Poetry / Kale Hensley
:: Ugh, I’m So Over Hope ::
In true leap-frog fashion, I’m playing games with abandon, forsaking all emotion in the vein of Stoic men; their arduous practice of looking constipated. I’m tired of your very look, hope, how my mouth must make this embarrassing shape as if I’m swallowing a snake only to pop off at the tail—no more of you, feathered thing pious in the soul, why not thrust your beak in utter unmeek out one of my many holes! Be worth something, be useful! Fallen fat, you have, from the breast of expect! I miss when the world birthed older magics, twists, and regrets; no more of this hope nonsense—I’d rather be jealous: skin threaded in passion, leaping on stilts to curse the Earth’s unjust tilt toward those who’ve used talents for greed bedazzled bloodspill. How does it feel? Yes, knowing your name is spelt in red, knowing you are the muteness and the blindness who begat this help- lessness, I’m asking you, hesitant resilience, bowed head before the storm, do more. Pluck the eye out of the hurricane. Grab the tornado’s pointed tail. No longer shall I wait for you; tonight I make hell.
:: The Etymology of Harmony ::
Let us begin with a pitch of riling, of meddlesome: a noise beguiling, that behaves as uncombed hair— a most darling snare, crying blood-precious, which asks to be caught despite the hot chance of a brand down to the bone, kneading alabaster roads as if succubus, as if warranted, begged for from a star as pollution personal, or god-sent demon, its first note erotic, punctures the fabric of darkness to carve words as if it only knew the heart as tomb, as clay, malleable enough for its biblical play, recall that net of dance cast over David? The awe that choked the name of Saul? It is the music that makes the man, isn’t it? The oldest spirit in strokes, vibrant: oh festering flesh, oh blushing dissonance, let me slip between your lips.
From the writer
:: Account ::
I don’t want to be one of those people, but my work is so lyrical that, oftentimes, it feels as though the poem writes itself. I’m less interested in narrative than in permitting the imagination to enact its wild associations. Sound becomes a device through which we access startling images and unexpected comparisons. It’s strange to expect a poem to tell a story; better to expect it to walk you through a room of silk, or to thrust you onto the back of some strange creature and ask you to fend for yourself.
Many of these poems were written while I was on my honeymoon in the Highlands. The sites and scenes echoed eerily with memories from my girlhood, and so first lines would arise as I walked, bought coffee, or browsed for a souvenir. The poems come to me through motion and emotion; once I finally sit down to compose, the remaining notes tend to arrive within an hour or so. Truthfully, my process is as simple as listening. It helps if there’s a proficient accordion player in the background too. Maybe even a dram of whiskey.
Kale Hensley is a poet and visual artist from West Virginia. Her work appears in Gulf Coast, Booth, Evergreen Review, and Epiphany: A literary magazine. She lives in Texas with her wife and a menagerie of clingy pets. Find more of her writing at kalehens.com.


Try it: Output the lines of the entries below beginning at the one with "This screenshot has width=1198, height=542." and ending with the last, exactly as written and without pictures.

___ Available data

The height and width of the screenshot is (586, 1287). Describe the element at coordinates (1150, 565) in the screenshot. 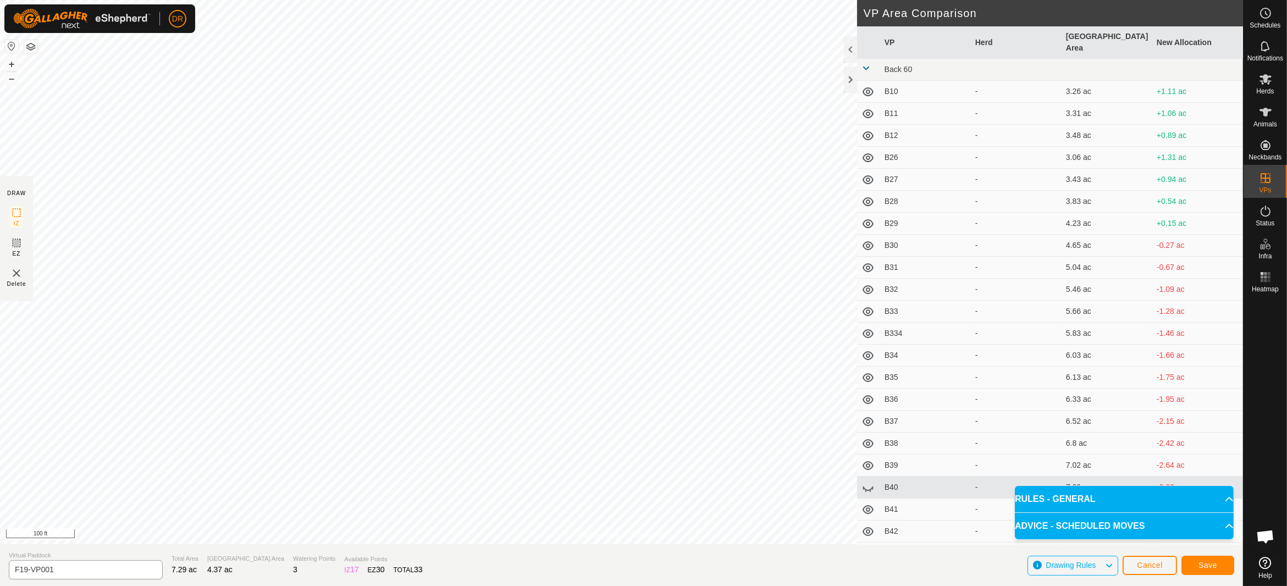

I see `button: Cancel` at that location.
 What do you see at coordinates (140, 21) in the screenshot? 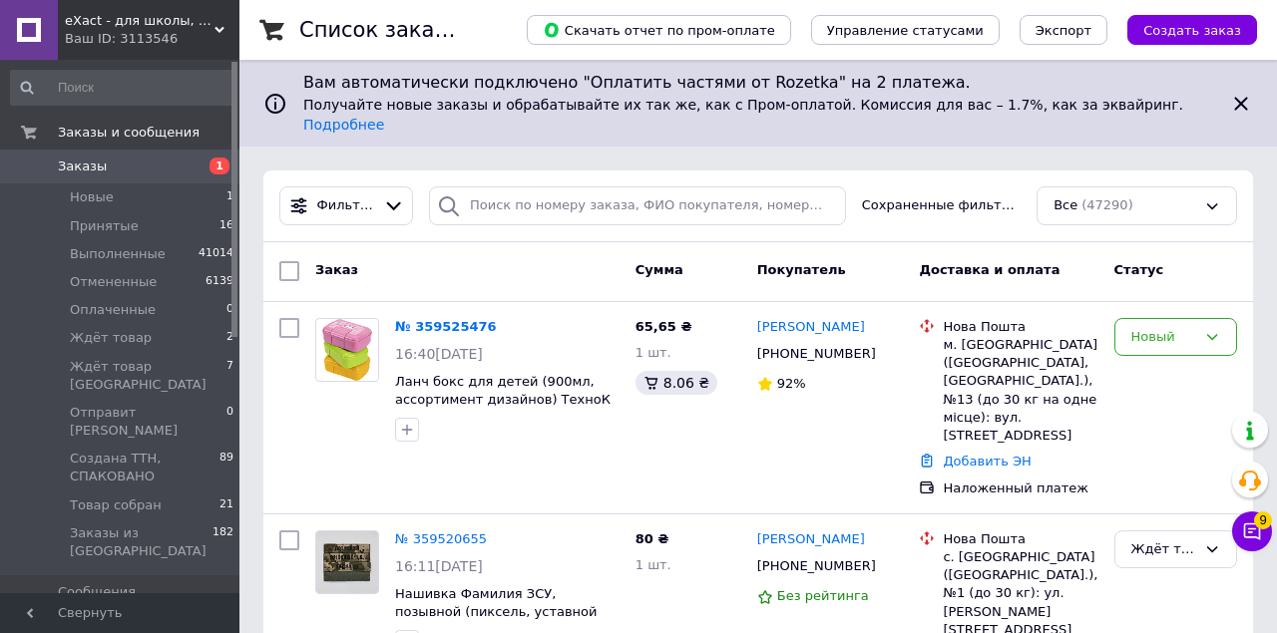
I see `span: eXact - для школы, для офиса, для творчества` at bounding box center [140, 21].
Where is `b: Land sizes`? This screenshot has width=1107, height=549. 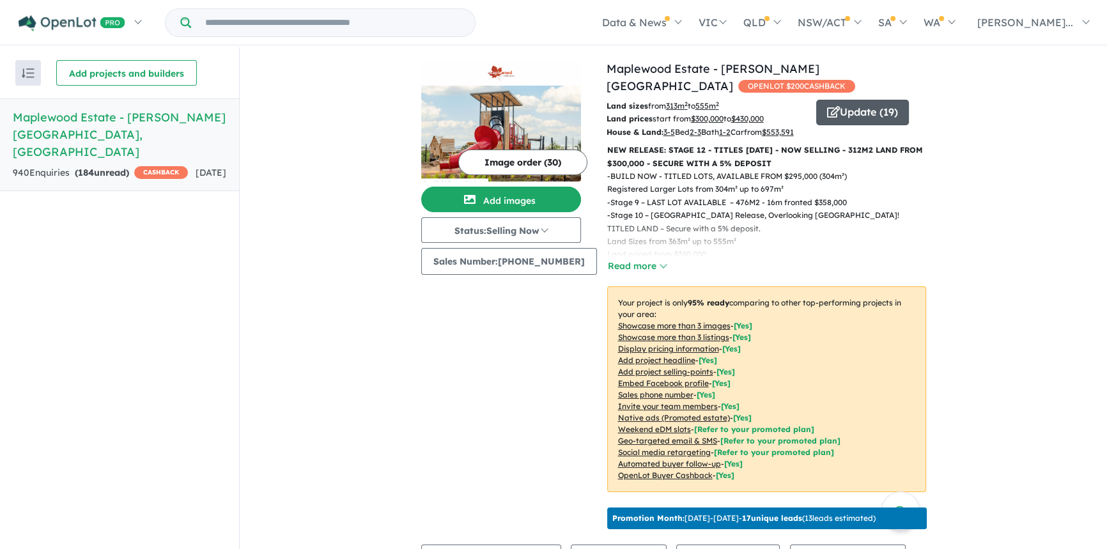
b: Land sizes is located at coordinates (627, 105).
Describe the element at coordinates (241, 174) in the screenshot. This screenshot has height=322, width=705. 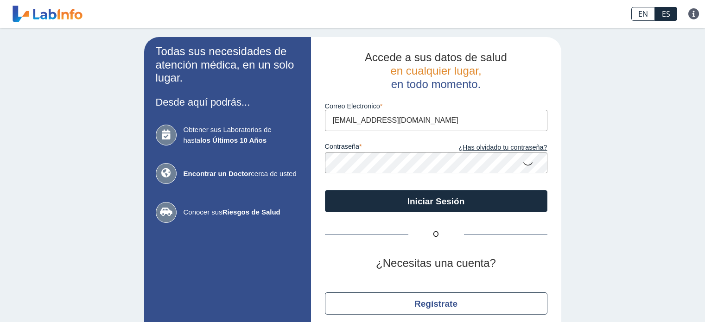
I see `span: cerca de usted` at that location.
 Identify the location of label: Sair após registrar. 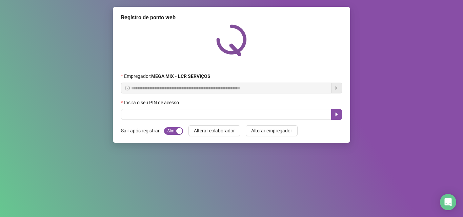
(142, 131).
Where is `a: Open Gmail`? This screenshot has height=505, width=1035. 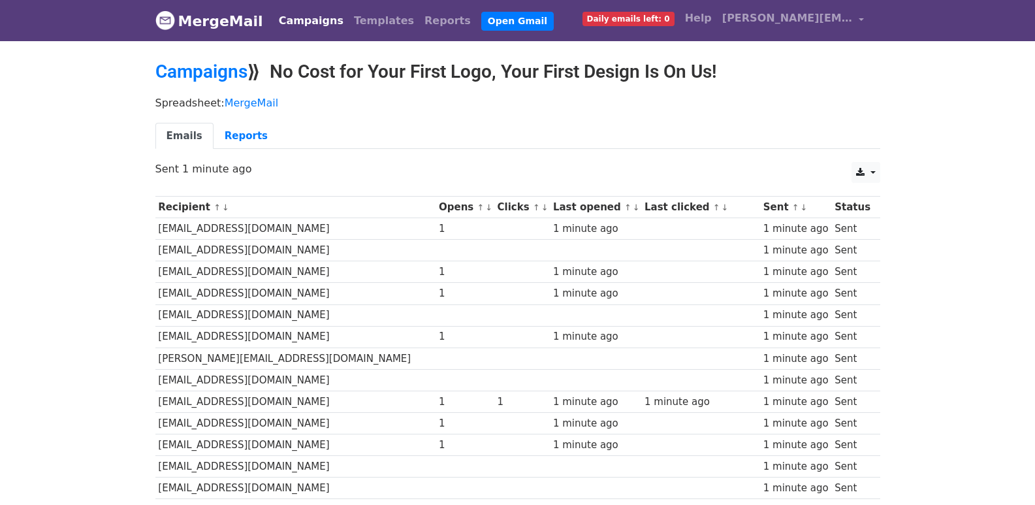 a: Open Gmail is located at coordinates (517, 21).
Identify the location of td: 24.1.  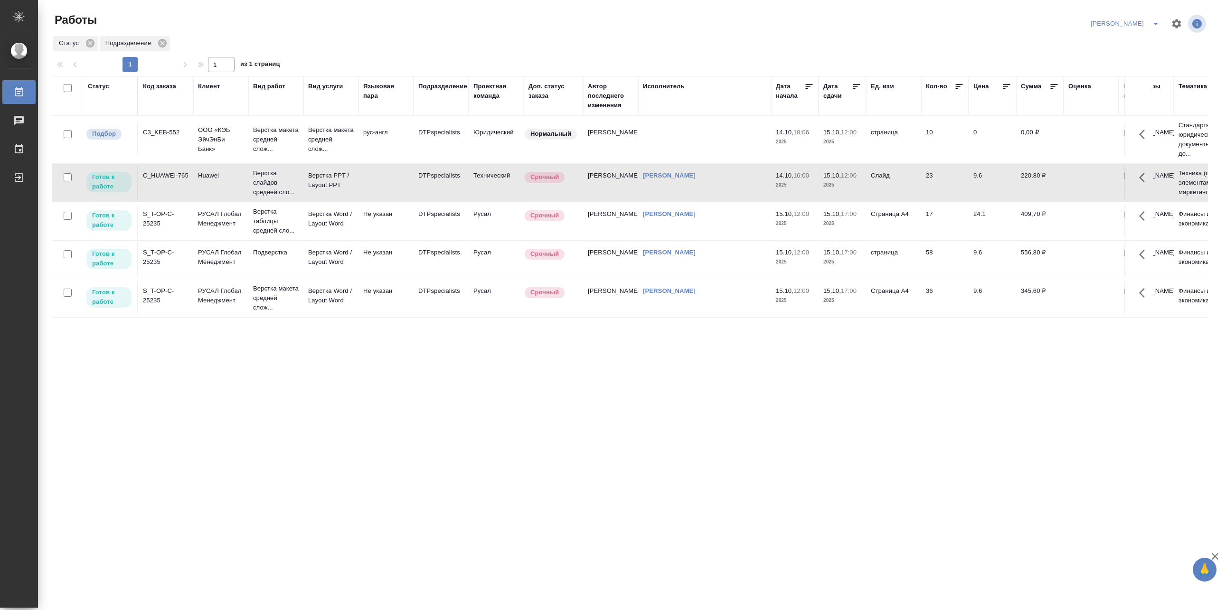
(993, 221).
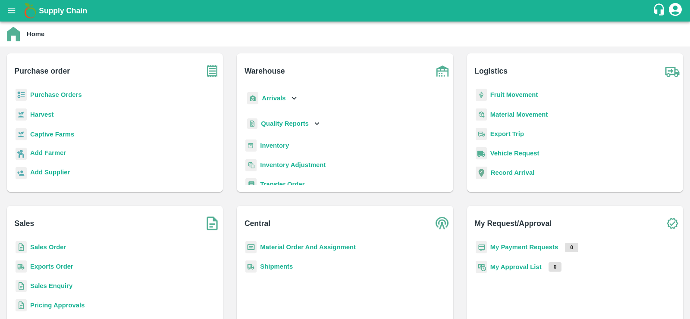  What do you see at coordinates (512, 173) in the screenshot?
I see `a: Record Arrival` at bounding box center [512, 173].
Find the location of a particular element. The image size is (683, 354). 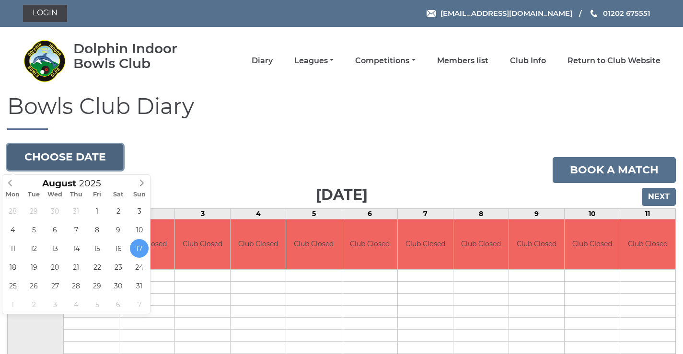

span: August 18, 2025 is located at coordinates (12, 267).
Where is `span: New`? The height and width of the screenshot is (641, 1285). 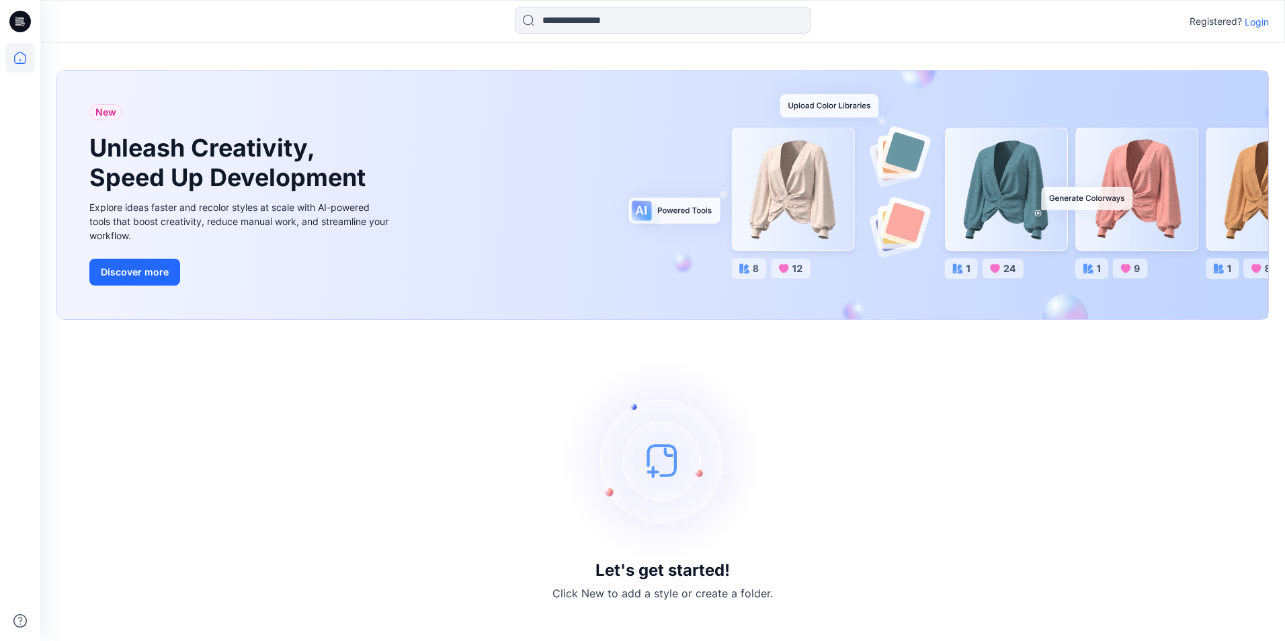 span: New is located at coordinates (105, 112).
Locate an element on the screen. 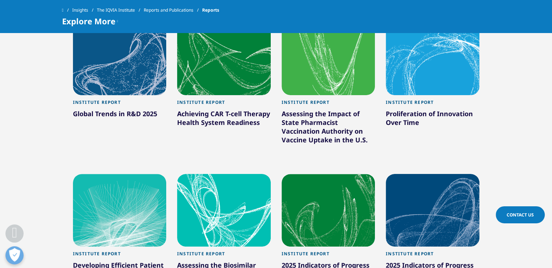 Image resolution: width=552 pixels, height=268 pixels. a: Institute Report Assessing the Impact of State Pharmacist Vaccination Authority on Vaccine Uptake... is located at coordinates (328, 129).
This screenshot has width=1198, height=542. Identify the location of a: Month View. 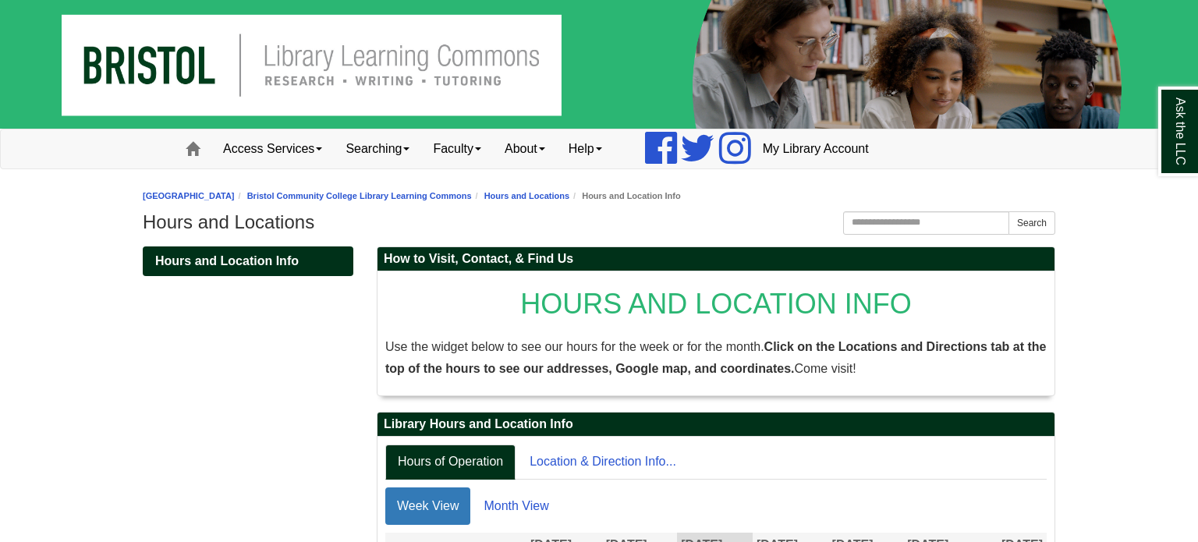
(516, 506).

______

Result of the exercise:
This screenshot has width=1198, height=542. Identify the location of a: Month View. 
(516, 506).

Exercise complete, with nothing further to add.